Advertisement

Here’s to 100 Billion People Beating a Path to Your Door

Share

My wife and I drove out to the Pasadena Convention Center on Labor Day weekend to see the Invention Convention, an event described by staff writer Lynn Simross in View a few days earlier.

Simross had singled out a better mousetrap, which is supposed to appeal to environmentalists because the mouse is taken alive. How the environment can be improved by returning mice to their habitat I can’t quite see.

However, as Emerson said, “if a man can . . . make a better mousetrap . . . the world will make a beaten path to his door.”

Advertisement

Since some futurists hold that our inventive technology can keep pace with our booming population (a theory I doubt), I hoped to find some inventions that might make life livable for the future’s 100 billion people.

We did find a wind turbine that looked somewhat like a daisy, a wave generator that generates power from ocean waves, an electric car and a solar hot dog machine (saves us from polluting charcoal lighter fluid).

Except for those and a few others that I didn’t look at or didn’t understand, I saw few inventions that promised the human species a better future.

One booth offered “instant mind massage”--a 15-minute session for $5. A woman was reclining in one of three canvas lounge chairs, evidently having her mind massaged by headphones.

A sign said: “Ecstasy--A trance or frenzy thought to attend prophetic, mystic or poetic inspiration.”

Down the aisle a man sat idly behind a display of doggie sunglasses--that is, sunglasses for dogs. I suppose he could have explained how one keeps sunglasses on a dog, but I didn’t ask.

Nearby was a flush saver--a couple of blocks that one places in the toilet bowl to save water. Of course water conservation has to be considered ecologically correct.

Advertisement

Another bathroom gadget whose purpose evidently was to favor the elderly and to keep peace between the sexes was a device by which one raises and lowers a toilet seat by pushing a pedal. It has a rather functional look and would not enhance the appearance of a chic bathroom, but some might find it helpful.

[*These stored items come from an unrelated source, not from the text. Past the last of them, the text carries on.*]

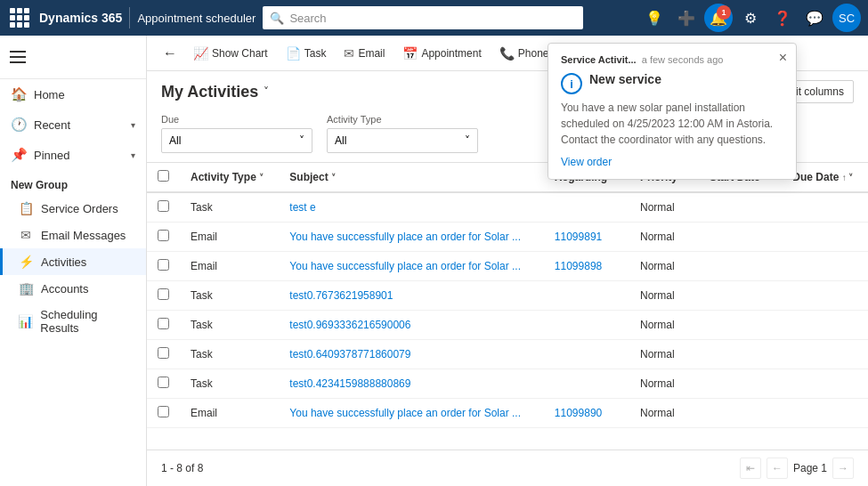  What do you see at coordinates (587, 237) in the screenshot?
I see `cell-regarding: 11099891` at bounding box center [587, 237].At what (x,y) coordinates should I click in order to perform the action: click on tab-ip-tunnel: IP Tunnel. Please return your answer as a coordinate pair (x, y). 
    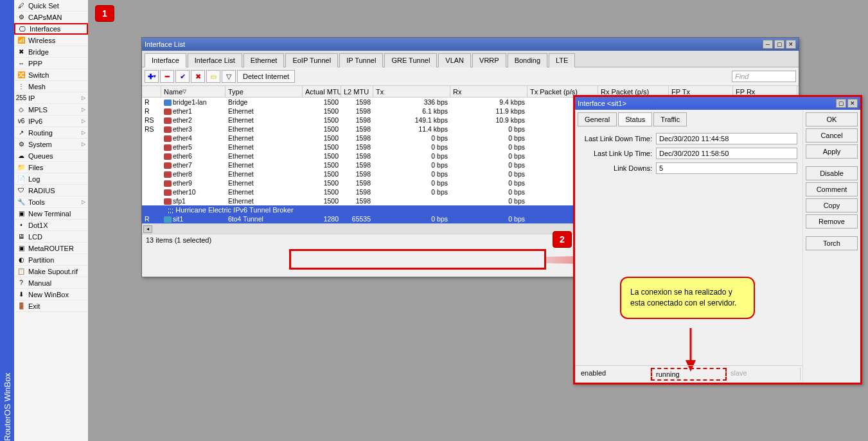
    Looking at the image, I should click on (361, 60).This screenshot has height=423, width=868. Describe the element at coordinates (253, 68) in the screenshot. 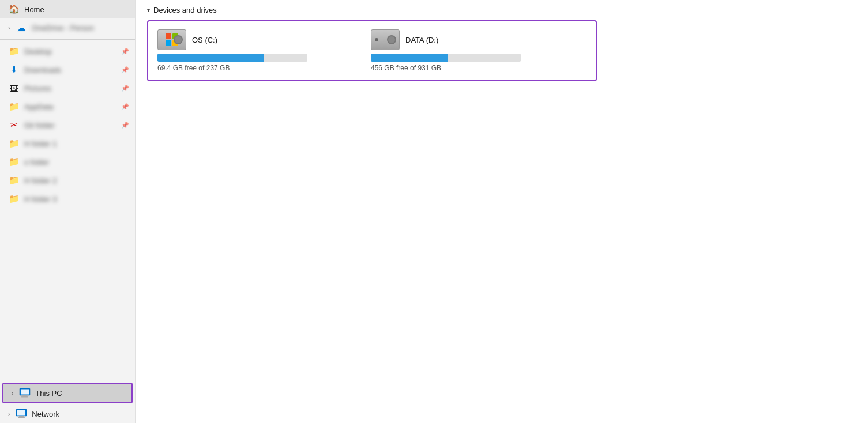

I see `drive-c-info: 69.4 GB free of 237 GB` at that location.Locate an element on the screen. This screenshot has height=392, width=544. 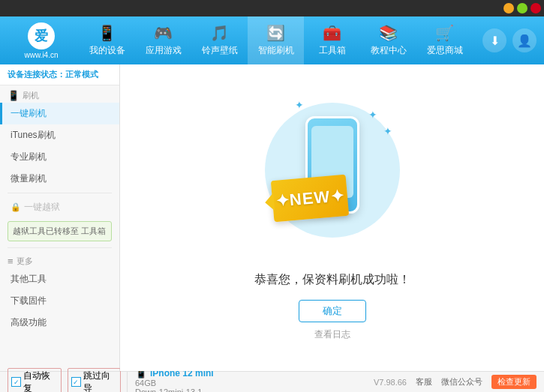
footer-right: V7.98.66 客服 微信公众号 检查更新 is located at coordinates (455, 382).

There was a plastic baby bath whose advantages I did not take the time to discover; also, a blouse that makes it possible for a mother to nurse her baby in public without exposing herself. Both of these wonders have burst on the world too late for us.

Perhaps the most trivial among the inventions were a putting aid, an edible golf club (the head is a chocolate chip cookie) and an earring organizer--one hangs one’s earrings on it.

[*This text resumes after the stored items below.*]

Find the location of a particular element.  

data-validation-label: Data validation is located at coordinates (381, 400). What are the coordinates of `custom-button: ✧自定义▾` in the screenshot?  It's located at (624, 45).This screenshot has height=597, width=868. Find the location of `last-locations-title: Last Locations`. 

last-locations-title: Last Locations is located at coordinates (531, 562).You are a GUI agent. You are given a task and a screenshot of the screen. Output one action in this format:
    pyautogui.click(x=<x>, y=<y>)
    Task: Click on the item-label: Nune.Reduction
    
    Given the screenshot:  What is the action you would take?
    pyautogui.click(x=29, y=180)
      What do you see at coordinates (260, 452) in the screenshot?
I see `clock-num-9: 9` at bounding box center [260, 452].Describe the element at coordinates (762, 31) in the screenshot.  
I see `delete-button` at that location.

Yet another mousetrap was called Robocat. It was a shiny black plastic or ceramic machine that looked somewhat like a crouching black cat. It could either kill a mouse or take him alive, as one wished. I don’t know whether I could deal with the moral alternatives of that choice.

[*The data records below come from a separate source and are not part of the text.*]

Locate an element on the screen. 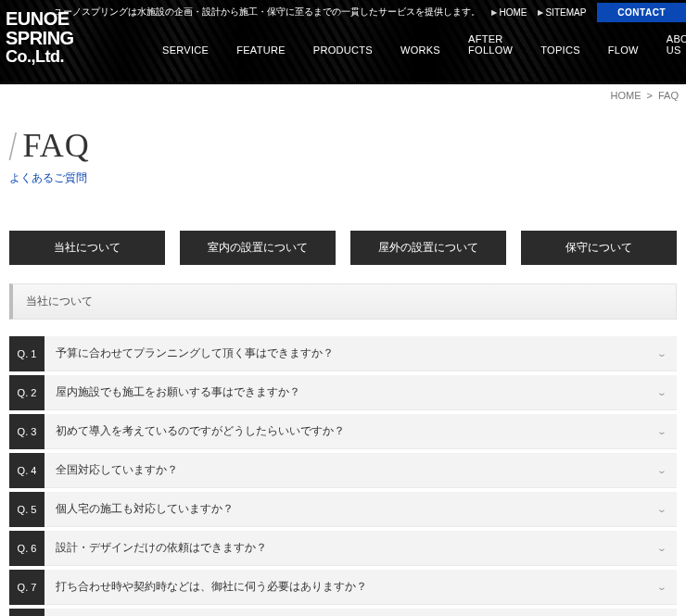 The height and width of the screenshot is (616, 686). nav-after-follow: AFTER FOLLOW is located at coordinates (490, 57).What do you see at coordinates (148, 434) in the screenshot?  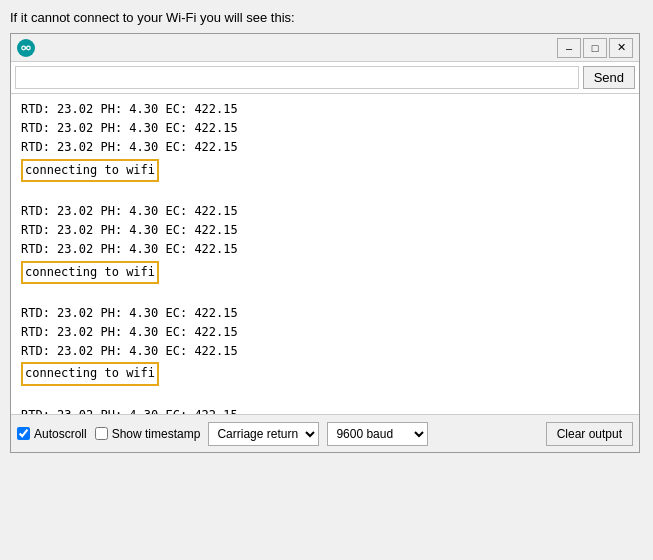 I see `show-timestamp-label: Show timestamp` at bounding box center [148, 434]. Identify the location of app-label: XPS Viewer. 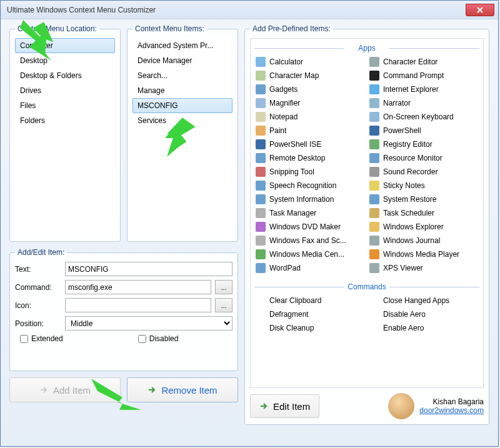
(403, 268).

Attractive young men and women stood in front of every booth, handing out leaflets and eager to answer any questions. It was soon obvious that they were more interested in catching investors or dealers than in retail customers. They seemed especially gracious to me and my wife. I suppose I look like a man who might be interested in investing in a better mousetrap.

Here and there among the crowd I saw older men thoughtfully strolling among the exhibits. They looked like college professors emeritus. I suspected that they were inventors, checking the competition. None of them seemed enthralled.

Advertisement

I stopped momentarily to examine something called the Tennis-C-Retriever. This is a C-shaped device that one attaches to the frame of his tennis racket to pluck tennis balls from the court, thereby saving the player from having to bend over. The C was attached to a Velcro plate that sticks to fiber strips glued to the racket; the C’s Velcro inside curve picks up the tennis balls.

I have tried to understand how this device will serve humanity. The leaflet suggests it “would be beneficial to all players, from those who are physically disadvantaged to those trying to retrieve a tennis ball that lies just over the net.”

I can see that if one plays tennis in a wheelchair, the Tennis-C-Retriever might be useful. However, why can’t the guy on the other side of the net pick up the ball in his court?

The trouble with most of the inventions is that there was no need for them to begin with. Why do we need wind turbines that look like daisies? Why do we need a solar-powered hot dog cooker? Why do we need a toilet seat raiser? Why do dogs need sunglasses?

What we really need is a videocassette recorder than any fool can work.

Where’s the genius who can give us that?